Saturday 24 January 2015

Birdman: The Unexpected Triumph of Myth and Magic Realism

*WARNING* - This blog post contains minor spoilers for the movie Birdman, so if you haven't watched it yet and don't want to be spoiled, stop reading now.

I had forgotten how art could surprise me. Maybe because I had gotten out of the habit of being open to surprise. My first surprising revelation whilst watching Birdman, was how much I enjoyed the very unsubtle dig at the Superhero franchise machine. After all, I am myself a recent convert to these bombastic, ludicrously flashy triumphs of style over substance that are The Superhero Movie. I sat and watched all three Iron Man movies over a weekend recently whilst getting over an illness and found myself transfixed yet unable to understand why. They are, after all, for want of a better phrase: vapid nonsense and yet I still can't quite put my finger on why I like watching them. Maybe it's because, as Joseph Campbell points out, they speak to us on an inner level, raising the promise of our own potential and the superhero that lies in all of us.

In the movie Birdman, Michael Keaton is a washed up actor whose career up until the point we discover him, has been defined by playing a superhero called Birdman on the big screen. Resisting the calls for a fourth installment of the superhero franchise, he instead puts his literal heart and soul into a Broadway adaptation of a Raymond Carver short story - something that has never been attempted on stage before.

We see throughout the movie Keaton's character (Riggan Thomson) struggle with the voice of his superhero alter ego who lambasts him for attempting to make something credibly artistic. Then it came to me with cohesion and clarity. In making this delightful, jauntily downbeat movie the creative people involved were not trying to mock the Superhero franchise machine at all. They were, in fact, raising some valid and interesting questions about these movies in the process and the journey:

Why are they not taken seriously as 'art'? If they were, then Riggan wouldn't feel so unfulfilled as an actor and be driven to prove himself as a serious artist by trying to woo the Broadway inner circle of critics and theatre goers. Or, maybe, that is not the real reason he is producing the play at all. At certain points throughout the movie he references a note left to him on a cocktail napkin by Raymond Carver which the author wrote after coming to see him in a school play. He cites it as inspiration and is mocked for it by Mike Shiner (Edward Norton); the golden boy of Broadway whose method acting skills Riggan sees as the answer to how he can get the play to be taken more seriously. Shiner points out that Carver left the note on a cocktail napkin so he was probably drunk. But we know this isn't the truth anyway when it comes to his real motivation for the play.

The truth lies in the moments of magic realism littered throughout the movie which build in intensity until Riggan reaches a point where he realises that he doesn't have to prove himself to anybody. These wonderful moments of fantasy where his Birdman persona speaks through him and he finds himself performing telekinetic tricks show us, elegantly how easy it is to let the myth of who you think you are become the dominant aspect of your personality and, ultimately, yourself. Myths are a part of us. They are part of our journey of life but they do not make us whole or even determine our deeper, abstract nature. They can hold a mirror to our innermost thoughts, feelings and fears which in Riggan's case causes him to rebel against and reject the myth of his Birdman persona. He rejects it because he knows Birdman does not define him. For years he had believed that the myth of Birdman had become so dominant, so powerful that he had come to believe that it defined who he was. But, in a moment of clarity where he realises he is artistically free to pursue his true desires he knows that this belief was a false manifestation of his ego. We see him meditate in an early scene of the movie (whilst also levitating, in a scene which reminded me of The Fountain) and his progression as a character and person allows him to see that the myth of Birdman's power and influence was really the shadow side of his swollen ego.

I don't want to discuss the ending of the movie in great detail as I believe it should be left as open to interpretation as the director clearly intended it to be. However, I have seen some interesting comments from observers who have suggested that much of the movie is in fact Riggan's dream as he lies on the beach recovering from a failed suicide attempt he references in a discussion with his ex-wife near the end of the movie. Whilst I do not agree with or adhere to this notion, it is an interesting one and does hold some credibility as there are some moments of magic realism in the film which could simply be seen as dream montages - the scene where is trying to find his way back into the theatre dressed only in his underpants, the flying sequence as he returns to the theatre after threatening to throw himself from a building; these are two such examples and characterised by some stunning cinematography which allows us to see several possibilities as Riggan's fantasy flows with beauty and fluidity into the world of the present and the painful.

Birdman is a movie which I believe warrants more than one viewing. It is rich with subtext, multiple layers of narrative space and its main character is burdened with the pain of cognitive dissonance. Yet it is not a depressing or downbeat movie to watch. In many ways its ending is full of joy, hope and liberation and it left this particular viewer touched at how its main characters journey had taken him through one which had started out being full of magic realism and mythical despair to ending with one that was touched with an abiding sense of magical realisation.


TASK STATEMENT
Copy out the records precisely, omitting pictures.

· · · · · · ·

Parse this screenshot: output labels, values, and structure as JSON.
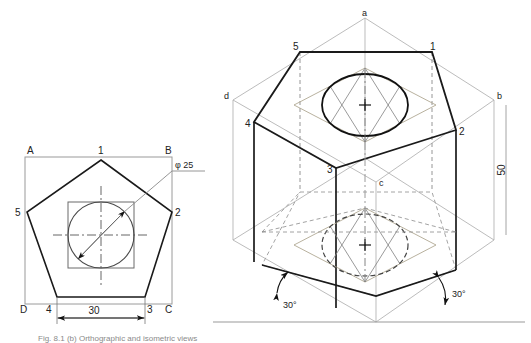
{
  "figure": {
    "caption": "Fig. 8.1 (b) Orthographic and isometric views"
  },
  "orthographic_view": {
    "name": "top-view-pentagon-in-square",
    "square_corner_labels": {
      "top_left": "A",
      "top_right": "B",
      "bottom_right": "C",
      "bottom_left": "D"
    },
    "pentagon_vertex_labels": {
      "apex": "1",
      "right": "2",
      "bottom_right": "3",
      "bottom_left": "4",
      "left": "5"
    },
    "dimensions": [
      {
        "name": "hole-diameter",
        "text": "φ 25",
        "value": 25,
        "symbol": "φ"
      },
      {
        "name": "base-width",
        "text": "30",
        "value": 30
      }
    ]
  },
  "isometric_view": {
    "name": "isometric-pentagonal-prism",
    "box_corner_labels": {
      "back": "a",
      "right": "b",
      "front": "c",
      "left": "d"
    },
    "top_pentagon_vertex_labels": {
      "left": "5",
      "right": "1",
      "far_left": "4",
      "far_right": "2",
      "front": "3"
    },
    "dimensions": [
      {
        "name": "prism-height",
        "text": "50",
        "value": 50,
        "orientation": "vertical"
      },
      {
        "name": "left-iso-angle",
        "text": "30°",
        "value": 30
      },
      {
        "name": "right-iso-angle",
        "text": "30°",
        "value": 30
      }
    ],
    "features": [
      {
        "name": "top-face-ellipse",
        "style": "visible"
      },
      {
        "name": "bottom-face-ellipse",
        "style": "hidden-dashed"
      },
      {
        "name": "four-center-construction-rhombus",
        "style": "construction"
      }
    ]
  },
  "colors": {
    "outline": "#1a1a1a",
    "construction": "#9a9a9a",
    "hidden": "#555555",
    "text": "#222222"
  }
}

· · · · · · ·

SOLUTION FOR THIS TASK
Parse this screenshot: output labels, values, and structure as JSON.
{
  "figure": {
    "caption": "Fig. 8.1 (b) Orthographic and isometric views"
  },
  "orthographic_view": {
    "name": "top-view-pentagon-in-square",
    "square_corner_labels": {
      "top_left": "A",
      "top_right": "B",
      "bottom_right": "C",
      "bottom_left": "D"
    },
    "pentagon_vertex_labels": {
      "apex": "1",
      "right": "2",
      "bottom_right": "3",
      "bottom_left": "4",
      "left": "5"
    },
    "dimensions": [
      {
        "name": "hole-diameter",
        "text": "φ 25",
        "value": 25,
        "symbol": "φ"
      },
      {
        "name": "base-width",
        "text": "30",
        "value": 30
      }
    ]
  },
  "isometric_view": {
    "name": "isometric-pentagonal-prism",
    "box_corner_labels": {
      "back": "a",
      "right": "b",
      "front": "c",
      "left": "d"
    },
    "top_pentagon_vertex_labels": {
      "left": "5",
      "right": "1",
      "far_left": "4",
      "far_right": "2",
      "front": "3"
    },
    "dimensions": [
      {
        "name": "prism-height",
        "text": "50",
        "value": 50,
        "orientation": "vertical"
      },
      {
        "name": "left-iso-angle",
        "text": "30°",
        "value": 30
      },
      {
        "name": "right-iso-angle",
        "text": "30°",
        "value": 30
      }
    ],
    "features": [
      {
        "name": "top-face-ellipse",
        "style": "visible"
      },
      {
        "name": "bottom-face-ellipse",
        "style": "hidden-dashed"
      },
      {
        "name": "four-center-construction-rhombus",
        "style": "construction"
      }
    ]
  },
  "colors": {
    "outline": "#1a1a1a",
    "construction": "#9a9a9a",
    "hidden": "#555555",
    "text": "#222222"
  }
}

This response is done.